Nevertheless, he was among the few prominent Republicans who challenged Bush in 2002 as the administration made its case to go to war in Iraq. The Iraq War, he told The New York Times in 2007, had undermined faith in America. “Historically, the world has always given us the benefit of the doubt because it believed we meant well,” Scowcroft said. “It no longer does. It is easy to lose trust, but it takes a lot of work to gain it. Can the sense of confidence in us be restored? Sure. But not easily.”
Obama liked Scowcroft and his restrained foreign policy, Jeffrey Goldberg noted in The Atlantic in 2016. “Obama, unlike liberal interventionists, is an admirer of the foreign-policy realism of President George HW Bush and, in particular, of Bush’s national security adviser, Brent Scowcroft,” he wrote. “As Obama was writing his campaign manifesto, The Audacity of Hope, in 2006, Susan Rice, then an informal adviser, felt it necessary to remind him to include at least one line of praise for the foreign policy of President Bill Clinton, to partially balance the praise he showered on Bush and Scowcroft.”
Hillary endorsement
Long after his retirement, Scowcroft remained a pillar of the Republican national security establishment. In the run-up to the 2016 presidential election, he joined more than 120 other Republican foreign policy veterans who crossed party lines and endorsed Hillary Clinton. Scowcroft said she possessed “truly unique experience and perspective” to “lead our country at this critical time.” He did not mention Donald Trump in his endorsement.

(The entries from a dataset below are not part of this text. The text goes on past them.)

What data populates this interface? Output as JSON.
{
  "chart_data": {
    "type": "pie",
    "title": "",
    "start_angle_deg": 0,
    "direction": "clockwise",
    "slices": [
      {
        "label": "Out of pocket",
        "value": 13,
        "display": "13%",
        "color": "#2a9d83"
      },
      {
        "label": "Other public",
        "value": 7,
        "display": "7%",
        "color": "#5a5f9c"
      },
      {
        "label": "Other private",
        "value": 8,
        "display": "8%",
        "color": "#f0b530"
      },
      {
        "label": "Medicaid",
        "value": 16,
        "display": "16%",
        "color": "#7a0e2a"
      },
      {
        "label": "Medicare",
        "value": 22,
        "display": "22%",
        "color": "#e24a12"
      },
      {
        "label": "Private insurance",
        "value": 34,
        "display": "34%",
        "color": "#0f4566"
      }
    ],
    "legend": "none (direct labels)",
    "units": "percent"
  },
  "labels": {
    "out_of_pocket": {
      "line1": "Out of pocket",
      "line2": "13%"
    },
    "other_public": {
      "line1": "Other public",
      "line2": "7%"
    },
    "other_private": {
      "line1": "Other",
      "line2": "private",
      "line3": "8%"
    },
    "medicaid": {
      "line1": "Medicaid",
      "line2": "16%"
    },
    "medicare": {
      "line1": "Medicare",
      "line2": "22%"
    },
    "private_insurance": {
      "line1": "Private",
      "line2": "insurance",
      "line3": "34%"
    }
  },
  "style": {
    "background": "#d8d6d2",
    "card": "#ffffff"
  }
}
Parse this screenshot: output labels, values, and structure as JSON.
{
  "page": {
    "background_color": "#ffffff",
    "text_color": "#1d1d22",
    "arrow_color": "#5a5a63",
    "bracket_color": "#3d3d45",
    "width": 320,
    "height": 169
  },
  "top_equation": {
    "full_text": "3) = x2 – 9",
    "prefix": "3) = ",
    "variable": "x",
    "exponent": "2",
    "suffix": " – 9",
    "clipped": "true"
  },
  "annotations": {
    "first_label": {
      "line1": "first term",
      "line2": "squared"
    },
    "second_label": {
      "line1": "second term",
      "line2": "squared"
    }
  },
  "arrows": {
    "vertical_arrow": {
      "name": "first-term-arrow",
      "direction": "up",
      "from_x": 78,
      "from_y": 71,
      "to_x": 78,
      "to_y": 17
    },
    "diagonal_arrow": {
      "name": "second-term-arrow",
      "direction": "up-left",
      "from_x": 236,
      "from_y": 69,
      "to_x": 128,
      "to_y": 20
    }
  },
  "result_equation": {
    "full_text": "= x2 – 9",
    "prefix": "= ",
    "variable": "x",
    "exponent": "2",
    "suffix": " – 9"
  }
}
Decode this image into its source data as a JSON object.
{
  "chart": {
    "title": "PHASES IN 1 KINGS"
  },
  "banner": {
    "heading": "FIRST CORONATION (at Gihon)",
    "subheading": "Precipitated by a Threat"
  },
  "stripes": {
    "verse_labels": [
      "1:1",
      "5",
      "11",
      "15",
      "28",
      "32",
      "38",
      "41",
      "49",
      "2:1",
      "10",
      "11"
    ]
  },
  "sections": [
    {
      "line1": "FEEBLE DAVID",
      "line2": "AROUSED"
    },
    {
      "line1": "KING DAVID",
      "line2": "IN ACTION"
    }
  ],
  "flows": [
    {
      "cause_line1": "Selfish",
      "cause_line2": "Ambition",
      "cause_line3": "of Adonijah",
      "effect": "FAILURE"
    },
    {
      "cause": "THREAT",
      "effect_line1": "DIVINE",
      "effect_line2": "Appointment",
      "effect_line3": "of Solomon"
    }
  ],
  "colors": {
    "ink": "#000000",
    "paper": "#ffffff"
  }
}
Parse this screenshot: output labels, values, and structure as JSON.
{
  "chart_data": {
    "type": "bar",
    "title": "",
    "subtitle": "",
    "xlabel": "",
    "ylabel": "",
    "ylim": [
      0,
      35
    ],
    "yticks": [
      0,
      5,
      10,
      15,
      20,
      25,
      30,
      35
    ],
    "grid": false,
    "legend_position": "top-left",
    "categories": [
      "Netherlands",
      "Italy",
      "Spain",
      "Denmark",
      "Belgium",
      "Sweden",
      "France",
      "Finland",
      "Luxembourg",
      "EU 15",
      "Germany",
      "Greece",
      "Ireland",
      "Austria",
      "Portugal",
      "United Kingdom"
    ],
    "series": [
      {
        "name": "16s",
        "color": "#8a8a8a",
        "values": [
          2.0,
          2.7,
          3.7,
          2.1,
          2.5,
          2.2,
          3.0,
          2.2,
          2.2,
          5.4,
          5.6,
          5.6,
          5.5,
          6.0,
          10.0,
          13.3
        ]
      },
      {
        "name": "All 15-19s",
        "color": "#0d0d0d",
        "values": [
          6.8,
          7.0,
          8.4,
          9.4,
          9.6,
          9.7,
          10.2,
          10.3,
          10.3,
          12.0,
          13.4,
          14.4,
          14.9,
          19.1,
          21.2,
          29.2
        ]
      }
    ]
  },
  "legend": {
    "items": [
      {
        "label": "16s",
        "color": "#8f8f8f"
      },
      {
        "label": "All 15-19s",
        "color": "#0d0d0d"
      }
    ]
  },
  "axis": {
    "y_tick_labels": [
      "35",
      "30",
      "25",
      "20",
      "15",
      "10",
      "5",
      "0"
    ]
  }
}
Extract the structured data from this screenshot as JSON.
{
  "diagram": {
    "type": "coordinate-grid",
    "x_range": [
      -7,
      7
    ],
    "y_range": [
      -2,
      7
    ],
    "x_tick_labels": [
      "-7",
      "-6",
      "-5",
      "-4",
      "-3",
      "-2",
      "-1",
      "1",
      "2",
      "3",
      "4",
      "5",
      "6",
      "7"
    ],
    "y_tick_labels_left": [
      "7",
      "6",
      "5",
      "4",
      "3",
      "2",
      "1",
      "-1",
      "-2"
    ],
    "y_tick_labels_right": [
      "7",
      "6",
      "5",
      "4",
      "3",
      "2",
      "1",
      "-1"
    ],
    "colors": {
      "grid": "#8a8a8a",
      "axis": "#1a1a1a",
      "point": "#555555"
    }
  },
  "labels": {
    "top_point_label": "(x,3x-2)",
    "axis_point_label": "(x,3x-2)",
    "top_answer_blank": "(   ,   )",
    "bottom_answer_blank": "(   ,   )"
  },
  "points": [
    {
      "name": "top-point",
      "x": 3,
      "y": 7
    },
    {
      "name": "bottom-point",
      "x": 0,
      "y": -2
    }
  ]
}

But days after Trump’s election, the frail and ailing Scowcroft made an emotional appeal at an off-the-record Washington luncheon in his honour, calling on fellow Republicans, and Democrats, to put country above political party and accept posts in the incoming Trump administration, if asked to do so — even though, by some accounts, he remained concerned that Trump was ill-prepared and unsuited for the presidency.
“He needs you; your country needs you,” one attendee said, characterising Scowcroft’s message. His appeal for public service was a classic reminder of a less partisan age, when presidents often reached out to experienced talent, regardless of party loyalties.
Brent Scowcroft was born March 19th, 1925, in Ogden, Utah, the son of James and Lucile (Ballantyne) Scowcroft. He graduated from the US military academy at West Point in 1947, joined the air force and envisioned life as a fighter pilot. But on January 6th, 1949, his P-51 Mustang developed engine trouble after taking off from Grenier army air field in New Hampshire and crash-landed. His injuries were not critical, but he assumed he would never fly again and considered other military career options.
Scowcroft earned a master’s degree in international relations from Columbia University in 1953. He taught Russian history for four years at West Point, studied Slavic languages at Georgetown University in 1958 and, from 1959 to 1961, used his Serbo-Croatian skills as an assistant air attaché at the US Embassy in Belgrade, Yugoslavia. In 1962-63, he taught political science at the Air Force Academy in Colorado.
He then joined the air force planning division in Washington, and in 1967 earned a doctorate in international relations at Columbia. Starting in 1968, he held various Pentagon posts. In 1972, by then a general, he became a military aide to Nixon.
In 1951, he married the former Marian Horner. She died in 1995. He is survived by their daughter, Karen Scowcroft, and a granddaughter.